(GIVEN RECORDS begins)
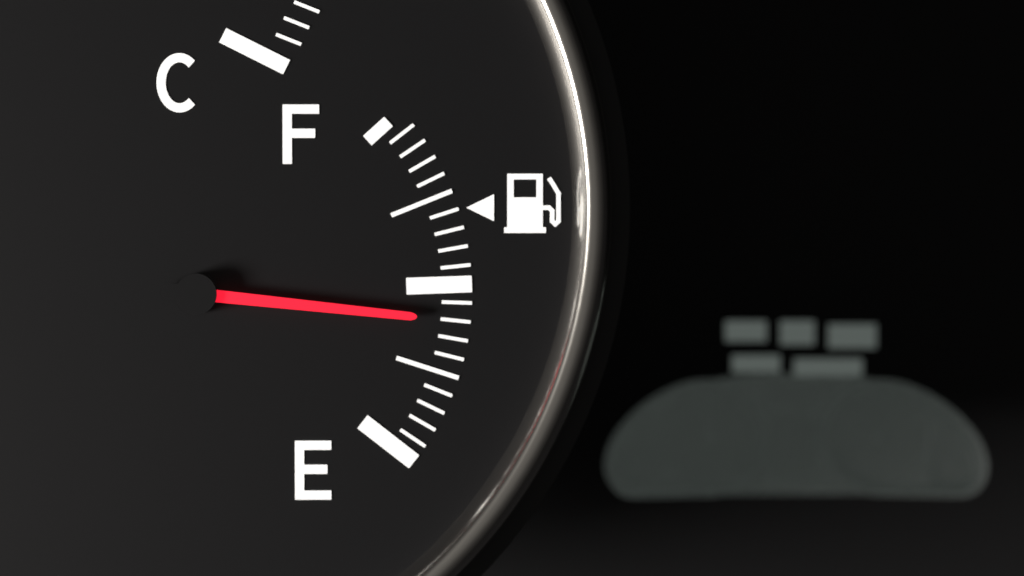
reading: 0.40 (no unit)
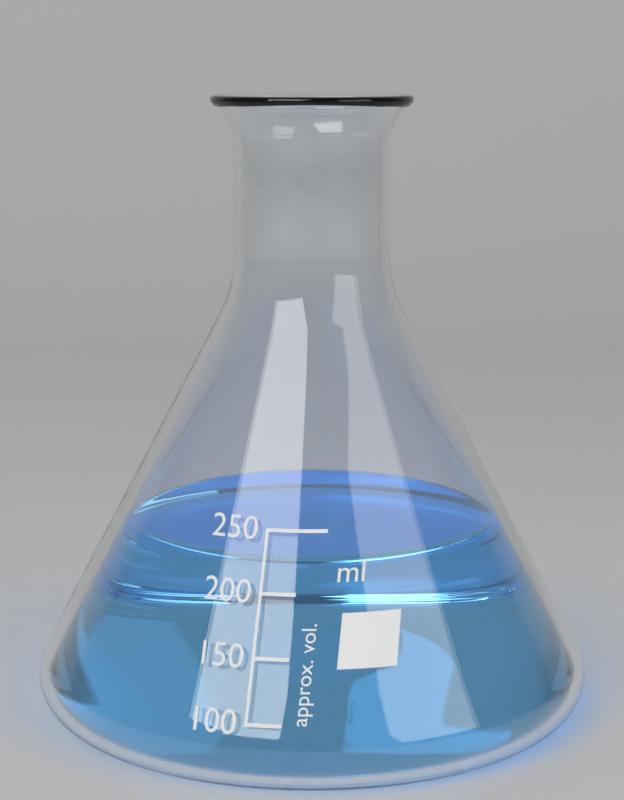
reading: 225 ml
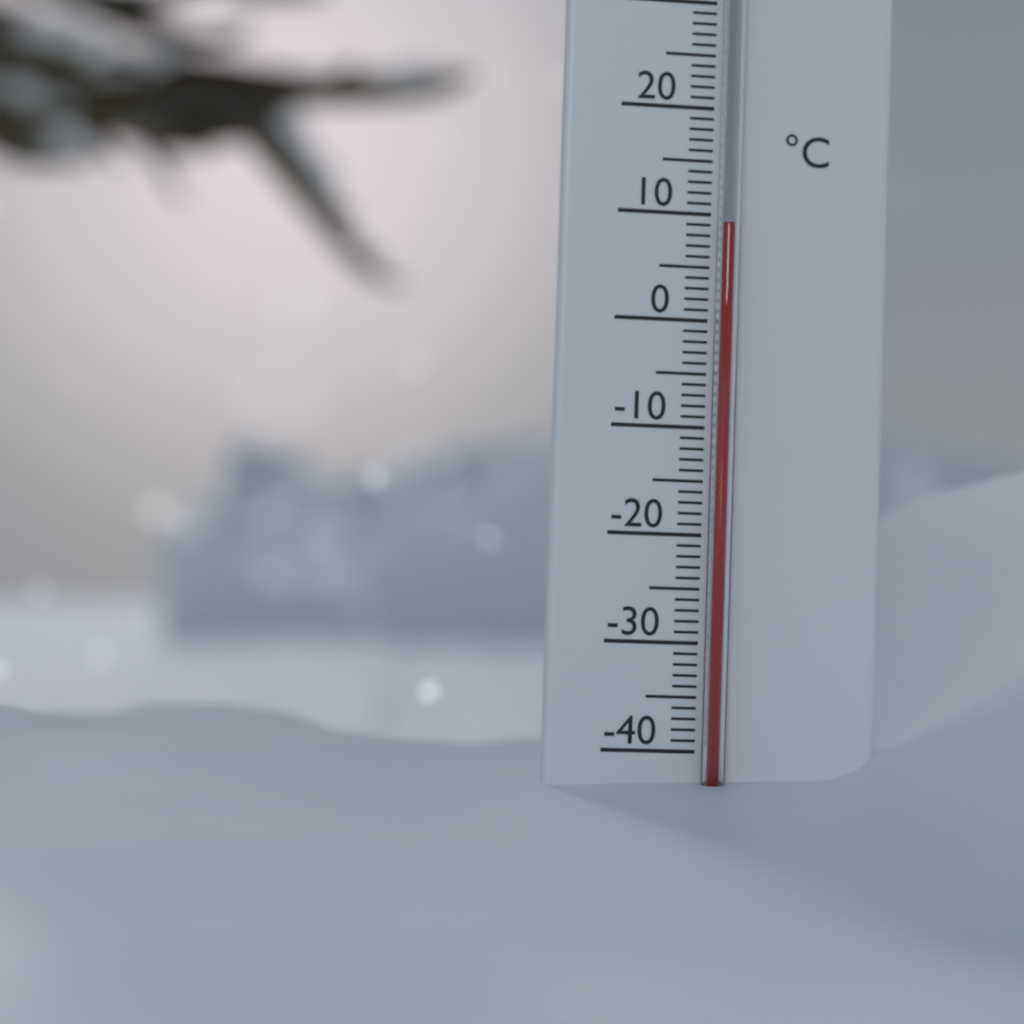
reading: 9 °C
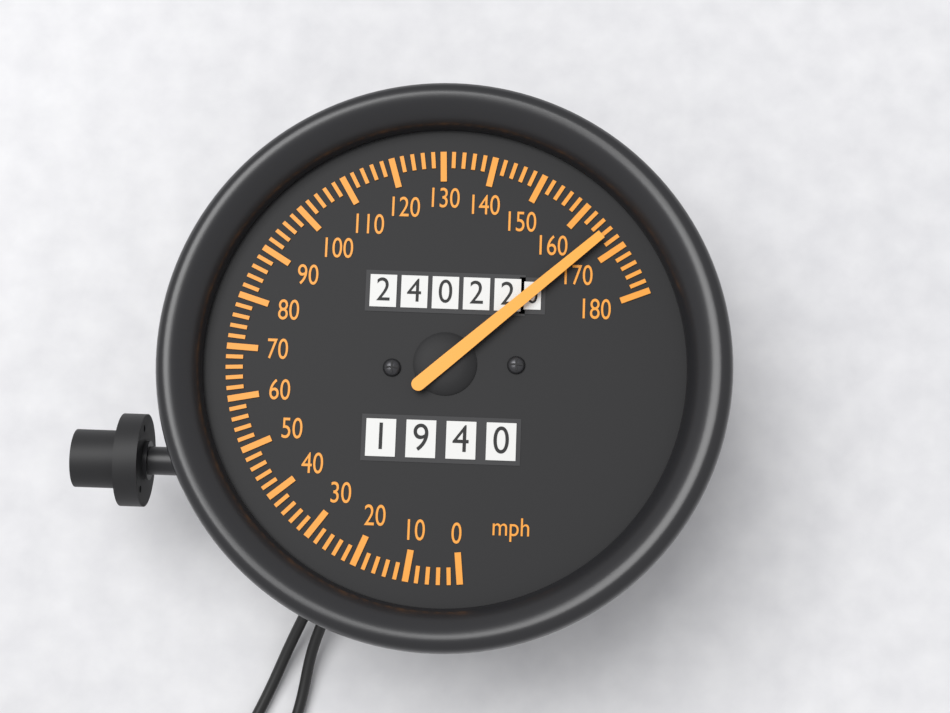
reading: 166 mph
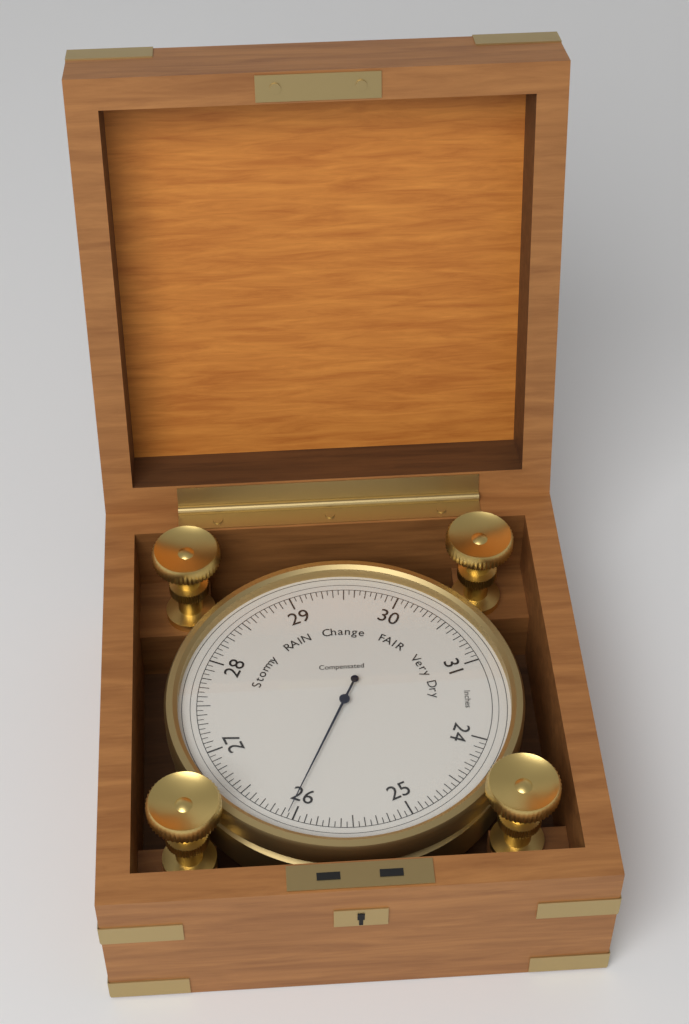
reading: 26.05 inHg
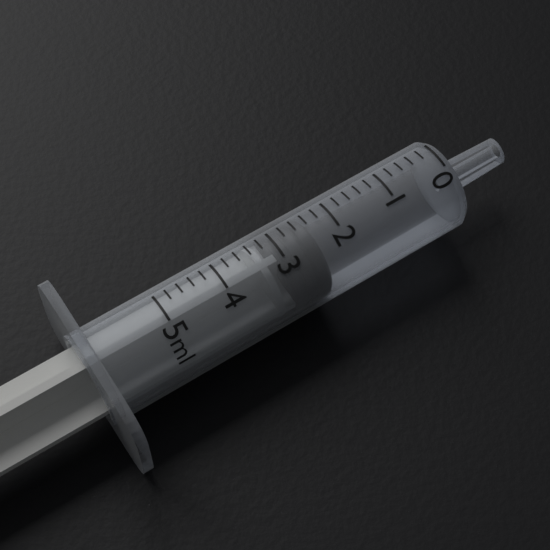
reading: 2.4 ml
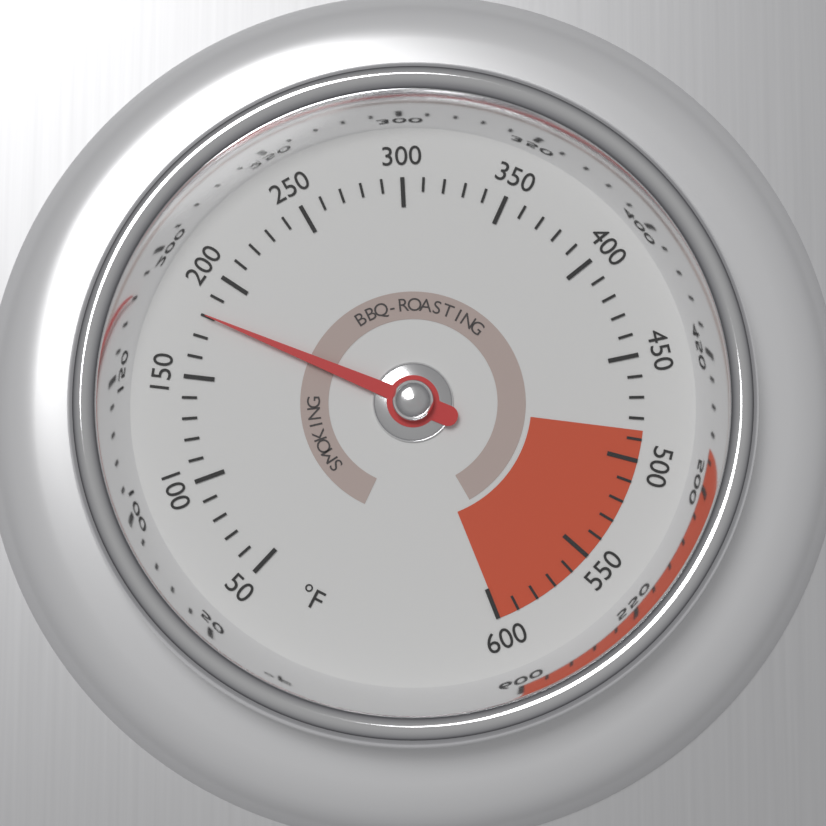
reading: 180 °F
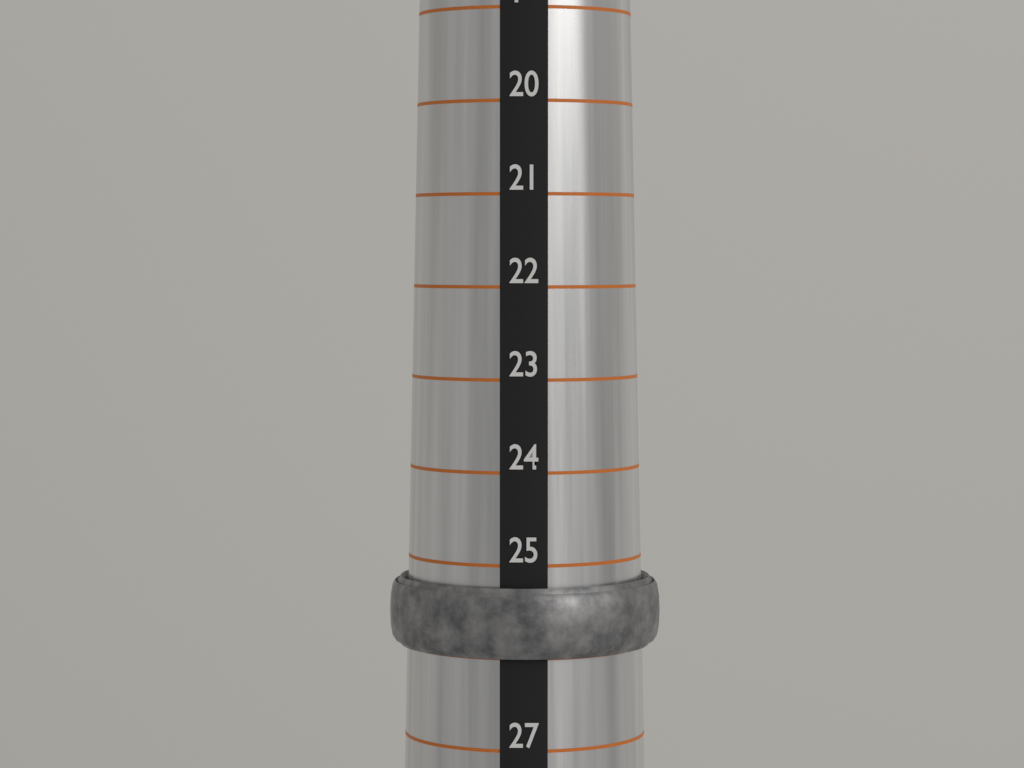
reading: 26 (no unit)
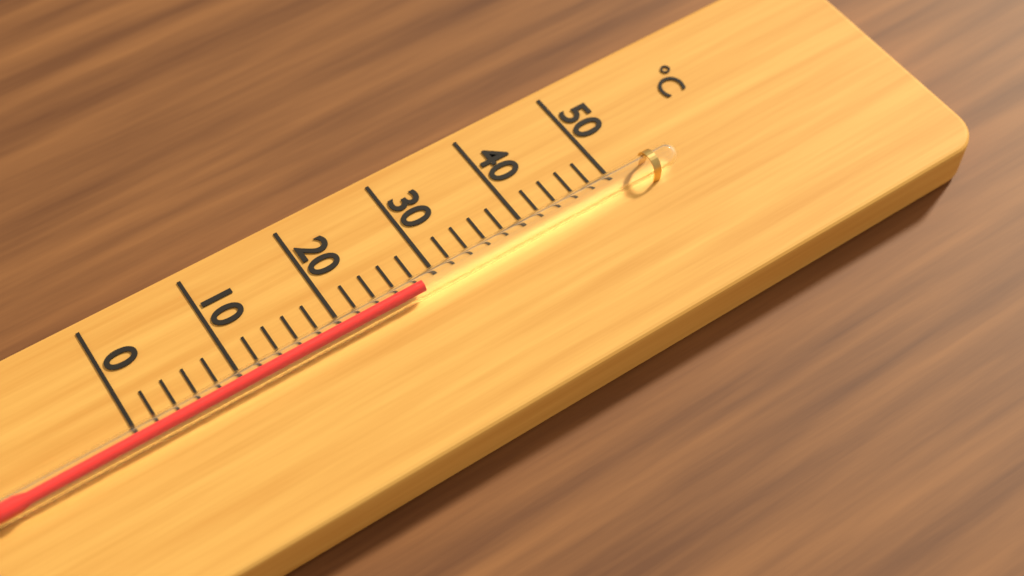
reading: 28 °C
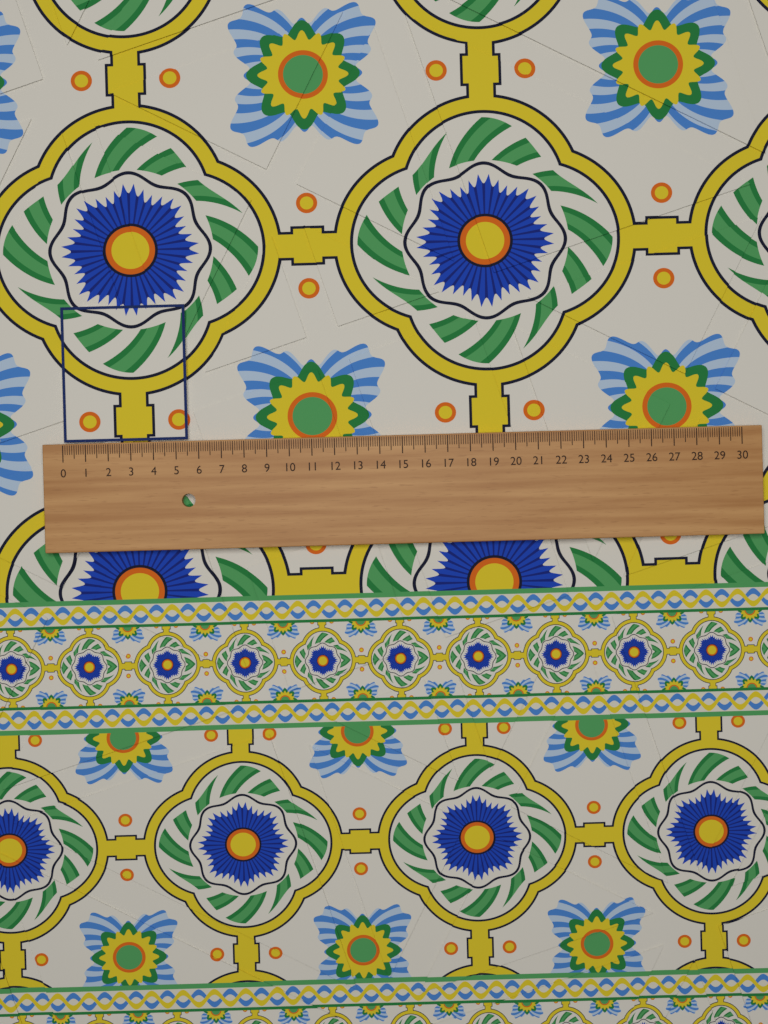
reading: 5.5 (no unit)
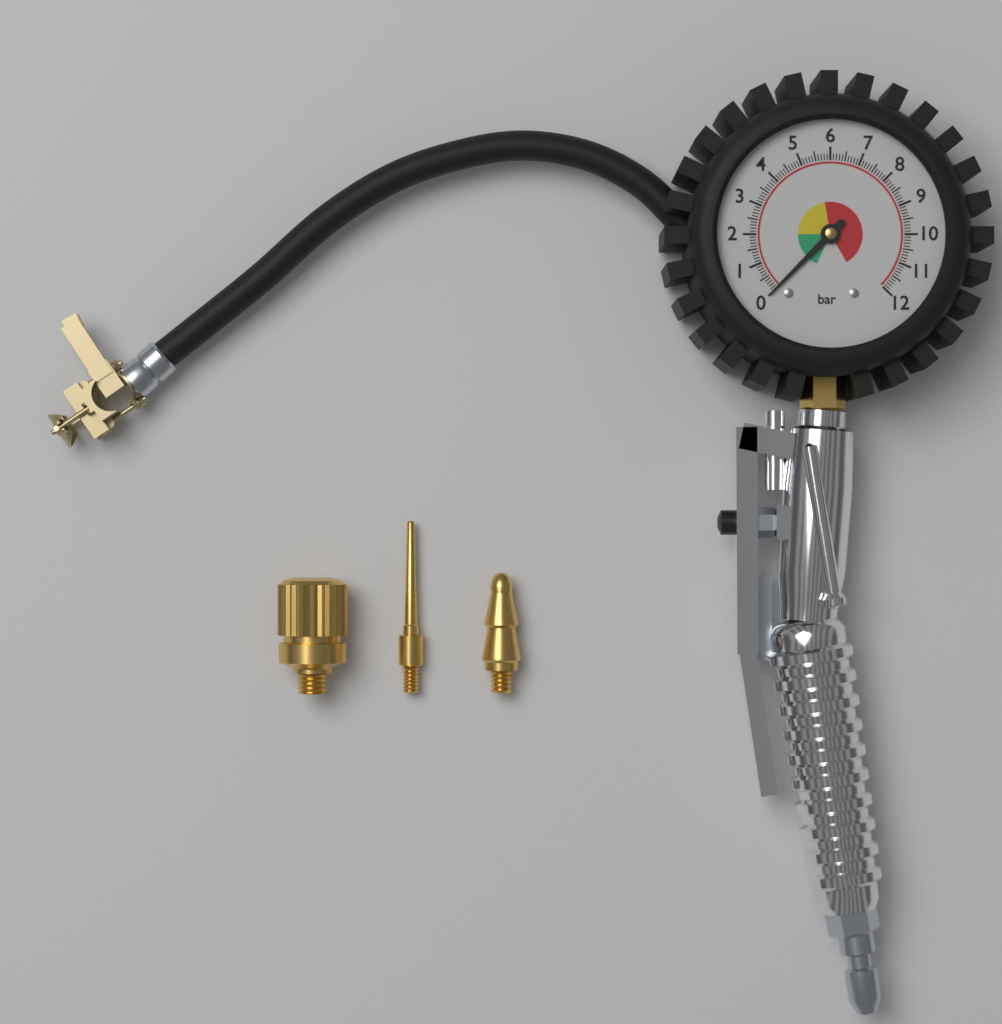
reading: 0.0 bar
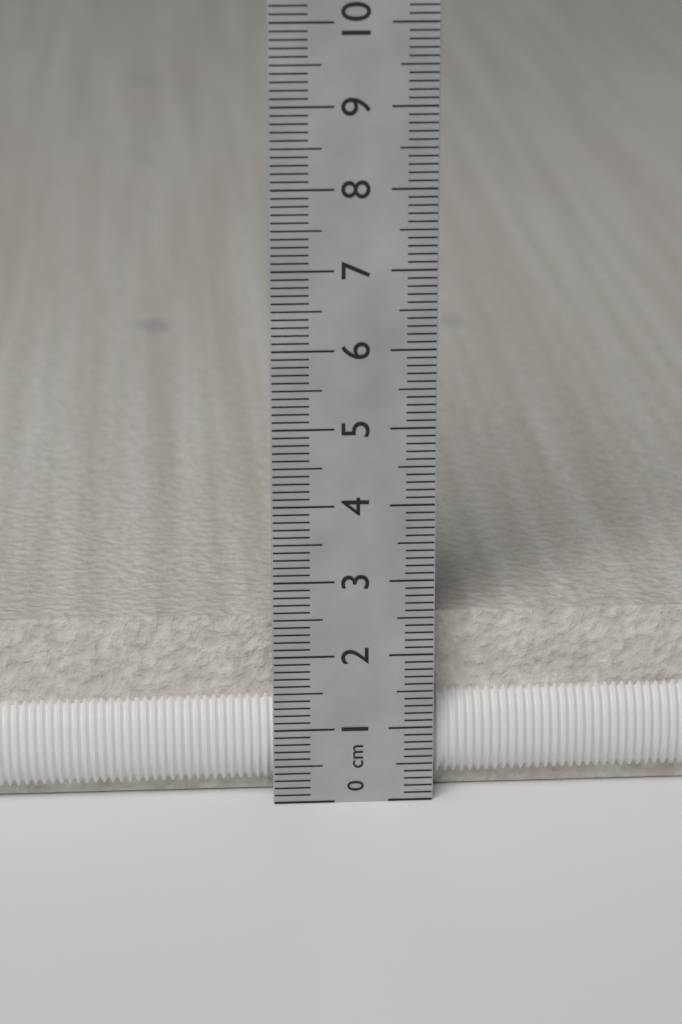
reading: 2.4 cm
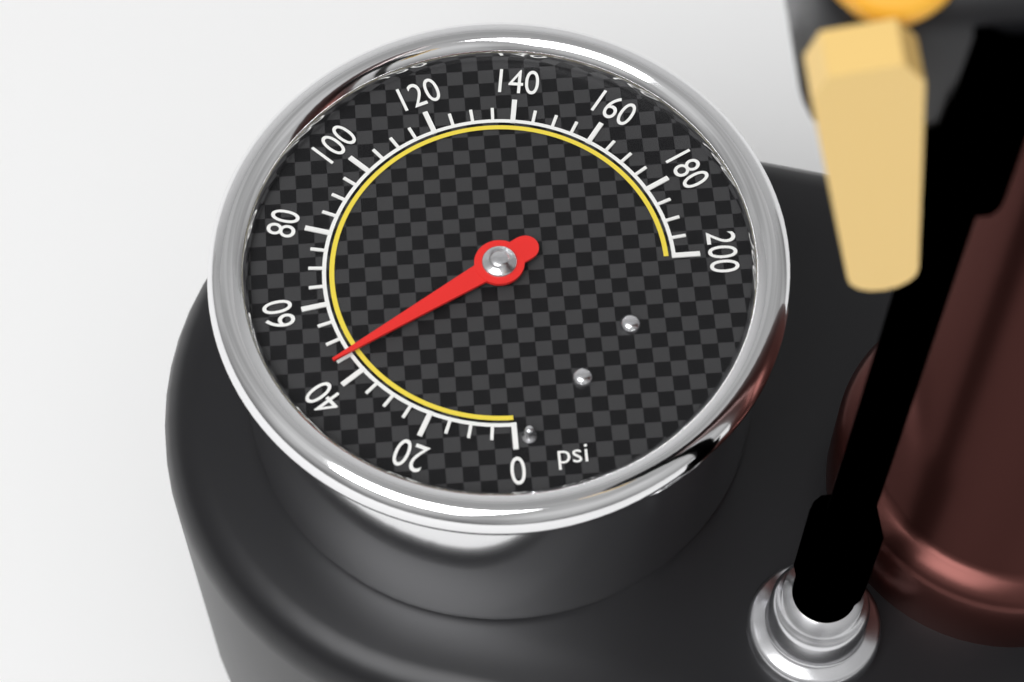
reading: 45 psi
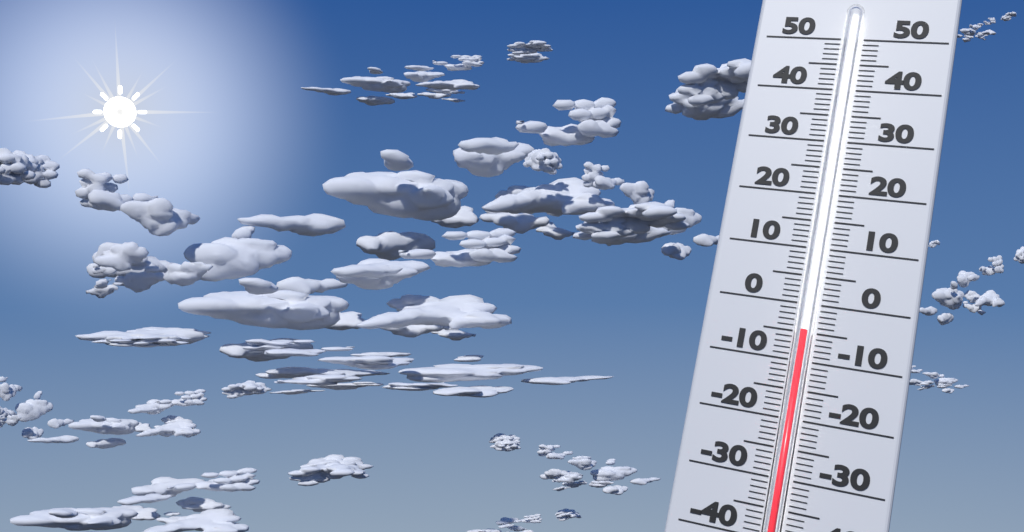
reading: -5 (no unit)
(GIVEN RECORDS ends)
▶ **TASK TO COMPLETE**
Pictures are not part of the copy. Output only the lines from the one with "reading: 26 (no unit)" through the final line of the records, exactly as given.

▶ **ANSWER SPACE**
reading: 26 (no unit)
reading: 28 °C
reading: 5.5 (no unit)
reading: 0.0 bar
reading: 2.4 cm
reading: 45 psi
reading: -5 (no unit)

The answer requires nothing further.